RosesInHerHair
New Member
Have a thing for penguins, wanted to be original...
My name is Sarah.
I love reading and writing, always have.
I was a very hyper and imaginative little girl, and everyone told my mother I had ADD. However, my doctor insisted otherwise due to the fact that whenever my mother sat me down to read to me, I would become engrossed and focus for hours. My local library had a much better children's floor than adult floor, so I was there with my mother almost every day. Before I could write, I would dictate stories to my mother so she could write them down for me. When I was old enough to write, I wrote a little children's book called "You Can Eat" on pieces of folded paper and took it to school. My first grade teacher turned me over to the Project Challenge teacher, and I was entered in Write-a-Book. I won first place at state against fourth graders, but I wasn't able to progress due to my age.
I started out reading the R. L. Stein Goosebumps books and eventually went on to better things. There is nothing more important to developing a writing style than being an avid reader. As I entered senior year, I started having less and less time to read, which irritated me. I'm looking forward to my Comp II and Lit classes in college where I'll be introduced to new things, and have an opportunity to analyze them formally. I've already taken Comp II at the community college, and I enjoyed it immensely.
Presently, I'm writing mostly fiction short stories, and am currently in the process of sending one of the better ones around to magazines. As Stephen King says, you have to accumulate a good stack of rejection notices before you can become a writer.
These are some of my favorite writers:
George Orwell - the themes in 1984 woke me up to many things that year
Vladimir Nabokov - Lolita - amazing how something so vile can be written in such beautiful prose
Augusten Burroughs - infuses blunt humor with absolute tragedy, inspiring
Hunter S. Thompson - an over the top venomous pen, hilarious and horrifying
Stephen King - what can you say about the King that isn't already implied?
William S. Burroughs - $#@!
Anthony Burrgess - dialect, nuff said
Nancy Garden - Annie on My Mind as well as other fluffy young adult lesbian fiction, refreshingly out of the ordinary
Chuck Palahniuk - brilliant dark humor
Guy de Maupassant - beautiful prose style, and it's interesting to trace the themes of his short stories with the advancing of the syphilis that would kill him
This was a bit of a wordy introduction, so if you got this far, congratulations! I hope to stick around. Intelligent Internet forums are not a dime a dozen.
- Sara
My name is Sarah.
I love reading and writing, always have.
I was a very hyper and imaginative little girl, and everyone told my mother I had ADD. However, my doctor insisted otherwise due to the fact that whenever my mother sat me down to read to me, I would become engrossed and focus for hours. My local library had a much better children's floor than adult floor, so I was there with my mother almost every day. Before I could write, I would dictate stories to my mother so she could write them down for me. When I was old enough to write, I wrote a little children's book called "You Can Eat" on pieces of folded paper and took it to school. My first grade teacher turned me over to the Project Challenge teacher, and I was entered in Write-a-Book. I won first place at state against fourth graders, but I wasn't able to progress due to my age.
I started out reading the R. L. Stein Goosebumps books and eventually went on to better things. There is nothing more important to developing a writing style than being an avid reader. As I entered senior year, I started having less and less time to read, which irritated me. I'm looking forward to my Comp II and Lit classes in college where I'll be introduced to new things, and have an opportunity to analyze them formally. I've already taken Comp II at the community college, and I enjoyed it immensely.
Presently, I'm writing mostly fiction short stories, and am currently in the process of sending one of the better ones around to magazines. As Stephen King says, you have to accumulate a good stack of rejection notices before you can become a writer.
These are some of my favorite writers:
George Orwell - the themes in 1984 woke me up to many things that year
Vladimir Nabokov - Lolita - amazing how something so vile can be written in such beautiful prose
Augusten Burroughs - infuses blunt humor with absolute tragedy, inspiring
Hunter S. Thompson - an over the top venomous pen, hilarious and horrifying
Stephen King - what can you say about the King that isn't already implied?
William S. Burroughs - $#@!
Anthony Burrgess - dialect, nuff said
Nancy Garden - Annie on My Mind as well as other fluffy young adult lesbian fiction, refreshingly out of the ordinary
Chuck Palahniuk - brilliant dark humor
Guy de Maupassant - beautiful prose style, and it's interesting to trace the themes of his short stories with the advancing of the syphilis that would kill him
This was a bit of a wordy introduction, so if you got this far, congratulations! I hope to stick around. Intelligent Internet forums are not a dime a dozen.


DIRECTIONS FOR THIS TASK: Across the records that follow, how many lines contain the string "orthographic"? Answer with the number only.

MATERIAL TO PROCESS:
⟨

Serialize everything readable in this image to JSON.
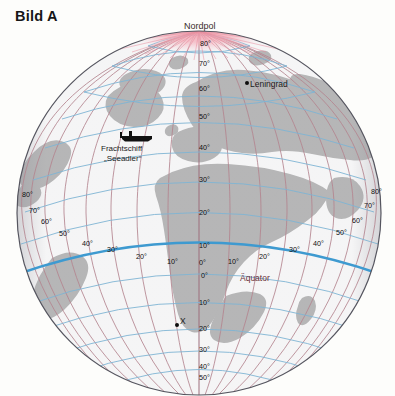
{
  "figure": {
    "title": "Bild A",
    "type": "globe-orthographic-map",
    "projection_center": {
      "lon": 0,
      "lat": 25
    },
    "background_color": "#fdfdfb"
  },
  "colors": {
    "land": "#b8b8b8",
    "ocean": "#ffffff",
    "parallel": "#7fb4d4",
    "meridian": "#b08a96",
    "equator": "#3e9ad0",
    "pole_glow": "#f2a7b4",
    "outline": "#4a4a55",
    "label": "#1b1b1b",
    "equator_label": "#6b3038"
  },
  "labels": {
    "nordpol": "Nordpol",
    "aequator": "Äquator",
    "leningrad": "Leningrad",
    "ship_line1": "Frachtschiff",
    "ship_line2": "„Seeadler“",
    "point_x": "X"
  },
  "markers": [
    {
      "name": "leningrad",
      "label": "Leningrad",
      "lat": 60,
      "lon": 30,
      "symbol": "dot"
    },
    {
      "name": "point-x",
      "label": "X",
      "lat": -20,
      "lon": -15,
      "symbol": "dot"
    },
    {
      "name": "ship-seeadler",
      "label": "Frachtschiff „Seeadler“",
      "lat": 45,
      "lon": -35,
      "symbol": "ship"
    }
  ],
  "graticule": {
    "spacing_degrees": 10,
    "latitude_labels_central": [
      "80°",
      "70°",
      "60°",
      "50°",
      "40°",
      "30°",
      "20°",
      "10°",
      "0°",
      "10°",
      "20°",
      "30°",
      "40°",
      "50°"
    ],
    "longitude_labels_west": [
      "80°",
      "70°",
      "60°",
      "50°",
      "40°",
      "30°",
      "20°",
      "10°",
      "0°"
    ],
    "longitude_labels_east": [
      "10°",
      "20°",
      "30°",
      "40°",
      "50°",
      "60°",
      "70°",
      "80°"
    ],
    "equator_highlighted": true
  },
  "chart_data": {
    "type": "map",
    "title": "Bild A",
    "projection": "orthographic",
    "graticule_interval_deg": 10,
    "annotations": [
      {
        "text": "Nordpol",
        "lat": 90,
        "lon": 0
      },
      {
        "text": "Äquator",
        "lat": 0,
        "lon": 20
      },
      {
        "text": "Leningrad",
        "lat": 60,
        "lon": 30
      },
      {
        "text": "Frachtschiff „Seeadler“",
        "lat": 45,
        "lon": -35
      },
      {
        "text": "X",
        "lat": -20,
        "lon": -15
      }
    ],
    "lat_ticks": [
      80,
      70,
      60,
      50,
      40,
      30,
      20,
      10,
      0,
      -10,
      -20,
      -30,
      -40,
      -50
    ],
    "lon_ticks": [
      -80,
      -70,
      -60,
      -50,
      -40,
      -30,
      -20,
      -10,
      0,
      10,
      20,
      30,
      40,
      50,
      60,
      70,
      80
    ]
  },
  "graticule_numbers": [
    {
      "id": "lat-n80",
      "text": "80°",
      "x": 200,
      "y": 39
    },
    {
      "id": "lat-n70",
      "text": "70°",
      "x": 199,
      "y": 59
    },
    {
      "id": "lat-n60",
      "text": "60°",
      "x": 199,
      "y": 84
    },
    {
      "id": "lat-n50",
      "text": "50°",
      "x": 199,
      "y": 112
    },
    {
      "id": "lat-n40",
      "text": "40°",
      "x": 199,
      "y": 143
    },
    {
      "id": "lat-n30",
      "text": "30°",
      "x": 199,
      "y": 175
    },
    {
      "id": "lat-n20",
      "text": "20°",
      "x": 199,
      "y": 208
    },
    {
      "id": "lat-n10",
      "text": "10°",
      "x": 199,
      "y": 241
    },
    {
      "id": "lat-00",
      "text": "0°",
      "x": 201,
      "y": 271
    },
    {
      "id": "lat-s10",
      "text": "10°",
      "x": 199,
      "y": 298
    },
    {
      "id": "lat-s20",
      "text": "20°",
      "x": 199,
      "y": 324
    },
    {
      "id": "lat-s30",
      "text": "30°",
      "x": 199,
      "y": 345
    },
    {
      "id": "lat-s40",
      "text": "40°",
      "x": 199,
      "y": 362
    },
    {
      "id": "lat-s50",
      "text": "50°",
      "x": 199,
      "y": 373
    },
    {
      "id": "lon-w80",
      "text": "80°",
      "x": 22,
      "y": 190
    },
    {
      "id": "lon-w70",
      "text": "70°",
      "x": 29,
      "y": 206
    },
    {
      "id": "lon-w60",
      "text": "60°",
      "x": 41,
      "y": 217
    },
    {
      "id": "lon-w50",
      "text": "50°",
      "x": 59,
      "y": 229
    },
    {
      "id": "lon-w40",
      "text": "40°",
      "x": 82,
      "y": 239
    },
    {
      "id": "lon-w30",
      "text": "30°",
      "x": 107,
      "y": 245
    },
    {
      "id": "lon-w20",
      "text": "20°",
      "x": 136,
      "y": 252
    },
    {
      "id": "lon-w10",
      "text": "10°",
      "x": 167,
      "y": 257
    },
    {
      "id": "lon-000",
      "text": "0°",
      "x": 199,
      "y": 258
    },
    {
      "id": "lon-e10",
      "text": "10°",
      "x": 228,
      "y": 257
    },
    {
      "id": "lon-e20",
      "text": "20°",
      "x": 259,
      "y": 252
    },
    {
      "id": "lon-e30",
      "text": "30°",
      "x": 289,
      "y": 245
    },
    {
      "id": "lon-e40",
      "text": "40°",
      "x": 313,
      "y": 239
    },
    {
      "id": "lon-e50",
      "text": "50°",
      "x": 336,
      "y": 228
    },
    {
      "id": "lon-e60",
      "text": "60°",
      "x": 352,
      "y": 216
    },
    {
      "id": "lon-e70",
      "text": "70°",
      "x": 364,
      "y": 201
    },
    {
      "id": "lon-e80",
      "text": "80°",
      "x": 371,
      "y": 187
    }
  ]
}
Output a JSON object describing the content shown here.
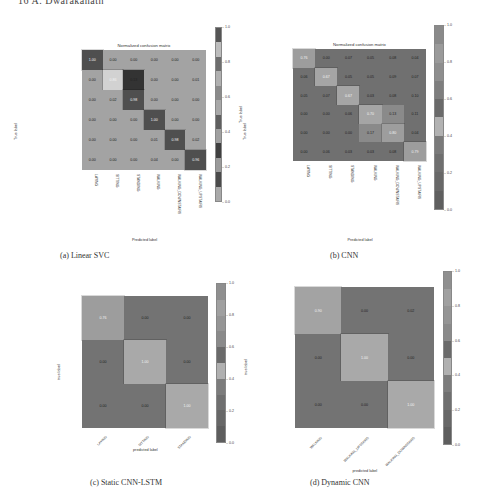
{
  "page_header": "16      A. Dwarakanath",
  "chart_data": [
    {
      "id": "a",
      "type": "heatmap",
      "title": "Normalized confusion matrix",
      "caption": "(a)  Linear SVC",
      "xlabel": "Predicted label",
      "ylabel": "True label",
      "colorbar_label": "True label",
      "row_labels": [
        "LAYING",
        "SITTING",
        "STANDING",
        "WALKING",
        "WALKING_DOWNSTAIRS",
        "WALKING_UPSTAIRS"
      ],
      "col_labels": [
        "LAYING",
        "SITTING",
        "STANDING",
        "WALKING",
        "WALKING_DOWNSTAIRS",
        "WALKING_UPSTAIRS"
      ],
      "values": [
        [
          1.0,
          0.0,
          0.0,
          0.0,
          0.0,
          0.0
        ],
        [
          0.0,
          0.86,
          0.13,
          0.0,
          0.0,
          0.01
        ],
        [
          0.0,
          0.02,
          0.98,
          0.0,
          0.0,
          0.0
        ],
        [
          0.0,
          0.0,
          0.0,
          1.0,
          0.0,
          0.0
        ],
        [
          0.0,
          0.0,
          0.0,
          0.01,
          0.98,
          0.02
        ],
        [
          0.0,
          0.0,
          0.0,
          0.04,
          0.0,
          0.96
        ]
      ],
      "colorbar_ticks": [
        "1.0",
        "0.8",
        "0.6",
        "0.4",
        "0.2",
        "0.0"
      ],
      "vlim": [
        0,
        1
      ]
    },
    {
      "id": "b",
      "type": "heatmap",
      "title": "Normalized confusion matrix",
      "caption": "(b)  CNN",
      "xlabel": "Predicted label",
      "ylabel": "True label",
      "row_labels": [
        "LAYING",
        "SITTING",
        "STANDING",
        "WALKING",
        "WALKING_DOWNSTAIRS",
        "WALKING_UPSTAIRS"
      ],
      "col_labels": [
        "LAYING",
        "SITTING",
        "STANDING",
        "WALKING",
        "WALKING_DOWNSTAIRS",
        "WALKING_UPSTAIRS"
      ],
      "values": [
        [
          0.76,
          0.0,
          0.07,
          0.05,
          0.08,
          0.04
        ],
        [
          0.06,
          0.67,
          0.05,
          0.05,
          0.09,
          0.07
        ],
        [
          0.05,
          0.07,
          0.67,
          0.03,
          0.08,
          0.1
        ],
        [
          0.0,
          0.0,
          0.06,
          0.7,
          0.13,
          0.11
        ],
        [
          0.0,
          0.0,
          0.0,
          0.17,
          0.8,
          0.04
        ],
        [
          0.0,
          0.06,
          0.03,
          0.03,
          0.08,
          0.79
        ]
      ],
      "colorbar_ticks": [
        "1.0",
        "0.8",
        "0.6",
        "0.4",
        "0.2",
        "0.0"
      ],
      "vlim": [
        0,
        1
      ]
    },
    {
      "id": "c",
      "type": "heatmap",
      "title": "",
      "caption": "(c)  Static CNN-LSTM",
      "xlabel": "predicted label",
      "ylabel": "true label",
      "colorbar_label": "true label",
      "row_labels": [
        "LAYING",
        "SITTING",
        "STANDING"
      ],
      "col_labels": [
        "LAYING",
        "SITTING",
        "STANDING"
      ],
      "values": [
        [
          0.76,
          0.0,
          0.0
        ],
        [
          0.0,
          1.0,
          0.0
        ],
        [
          0.0,
          0.0,
          1.0
        ]
      ],
      "colorbar_ticks": [
        "1.0",
        "0.8",
        "0.6",
        "0.4",
        "0.2",
        "0.0"
      ],
      "vlim": [
        0,
        1
      ]
    },
    {
      "id": "d",
      "type": "heatmap",
      "title": "",
      "caption": "(d)  Dynamic CNN",
      "xlabel": "predicted label",
      "ylabel": "true label",
      "row_labels": [
        "WALKING",
        "WALKING_UPSTAIRS",
        "WALKING_DOWNSTAIRS"
      ],
      "col_labels": [
        "WALKING",
        "WALKING_UPSTAIRS",
        "WALKING_DOWNSTAIRS"
      ],
      "values": [
        [
          0.9,
          0.0,
          0.02
        ],
        [
          0.0,
          1.0,
          0.0
        ],
        [
          0.0,
          0.0,
          1.0
        ]
      ],
      "colorbar_ticks": [
        "1.0",
        "0.8",
        "0.6",
        "0.4",
        "0.2",
        "0.0"
      ],
      "vlim": [
        0,
        1
      ]
    }
  ],
  "palettes": {
    "a": {
      "bg": "#a3a3a3",
      "bands": [
        "#555555",
        "#bdbdbd",
        "#6e6e6e",
        "#b0b0b0",
        "#8a8a8a",
        "#a8a8a8",
        "#5f5f5f",
        "#a0a0a0",
        "#3f3f3f",
        "#9a9a9a",
        "#4a4a4a",
        "#a9a9a9"
      ]
    },
    "b": {
      "bg": "#707070",
      "bands": [
        "#8a8a8a",
        "#9a9a9a",
        "#8e8e8e",
        "#7e7e7e",
        "#6a6a6a",
        "#b2b2b2",
        "#7a7a7a",
        "#6f6f6f",
        "#686868",
        "#5f5f5f"
      ]
    },
    "c": {
      "bg": "#737373",
      "bands": [
        "#8f8f8f",
        "#a0a0a0",
        "#959595",
        "#8a8a8a",
        "#6a6a6a",
        "#b0b0b0",
        "#7c7c7c",
        "#6f6f6f",
        "#676767",
        "#5e5e5e"
      ]
    },
    "d": {
      "bg": "#737373",
      "bands": [
        "#8f8f8f",
        "#a0a0a0",
        "#959595",
        "#8a8a8a",
        "#6a6a6a",
        "#b0b0b0",
        "#7c7c7c",
        "#6f6f6f",
        "#676767",
        "#5e5e5e"
      ]
    }
  }
}
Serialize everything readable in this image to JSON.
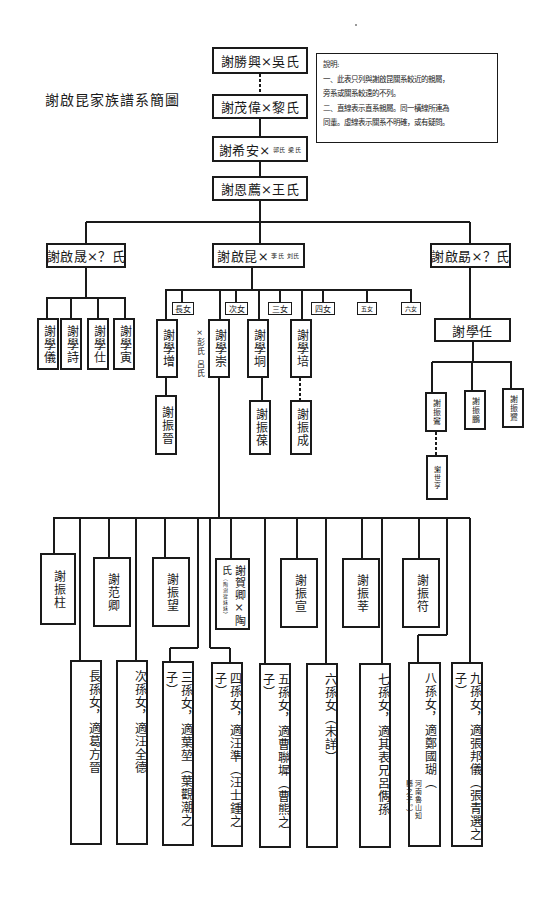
{
  "title": "謝啟昆家族譜系簡圖",
  "notes": {
    "heading": "說明:",
    "lines": [
      "一、此表只列與謝啟昆關系較近的親屬，",
      "旁系或關系較遠的不列。",
      "二、直線表示直系親屬。同一橫線所連為",
      "同輩。虛線表示關系不明確，或有疑問。"
    ]
  },
  "ancestors": [
    {
      "name": "謝勝興×吳氏",
      "spouse_small": ""
    },
    {
      "name": "謝茂偉×黎氏",
      "spouse_small": ""
    },
    {
      "name": "謝希安×",
      "spouse_small": "郭氏 梁氏"
    },
    {
      "name": "謝恩薦×王氏",
      "spouse_small": ""
    }
  ],
  "generation_brothers": {
    "left": {
      "name": "謝啟晟×？氏"
    },
    "center": {
      "name": "謝啟昆×",
      "spouse_small": "李氏 刘氏"
    },
    "right": {
      "name": "謝啟勗×？氏"
    }
  },
  "left_sons": [
    "謝學儀",
    "謝學詩",
    "謝學仕",
    "謝學寅"
  ],
  "center_children": {
    "daughters": [
      "長女",
      "次女",
      "三女",
      "四女",
      "五女",
      "六女"
    ],
    "sons": [
      "謝學增",
      "謝學崇",
      "謝學垌",
      "謝學培"
    ],
    "spouse_note": "×彭氏 呂氏",
    "grandsons_upper": [
      "謝振晉",
      "謝振葆",
      "謝振成"
    ]
  },
  "right_branch": {
    "son": "謝學任",
    "grandsons": [
      "謝振鸞",
      "謝振鵬",
      "謝振鷺"
    ],
    "great_grandson": "謝世亨"
  },
  "grandsons": [
    {
      "name": "謝振柱",
      "sub": ""
    },
    {
      "name": "謝范卿",
      "sub": ""
    },
    {
      "name": "謝振望",
      "sub": ""
    },
    {
      "name": "謝賀卿×陶",
      "side": "氏",
      "sub": "（陶澍從妹妹）"
    },
    {
      "name": "謝振宣",
      "sub": ""
    },
    {
      "name": "謝振莘",
      "sub": ""
    },
    {
      "name": "謝振符",
      "sub": ""
    }
  ],
  "granddaughters": [
    "長孫女，適葛方晉",
    "次孫女，適汪全德",
    "三孫女，適葉堃（葉觀潮之子）",
    "四孫女，適汪準（汪士鍾之子）",
    "五孫女，適曹聯墀（曹熊之子）",
    "六孫女（未詳）",
    "七孫女，適其表兄呂儁孫",
    "八孫女，適鄭國瑚（",
    "九孫女，適張邦儀（張青選之子）"
  ],
  "granddaughter8_note": [
    "河南魯山知",
    "縣之子。）"
  ]
}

⟩

TASK OUTPUT: 2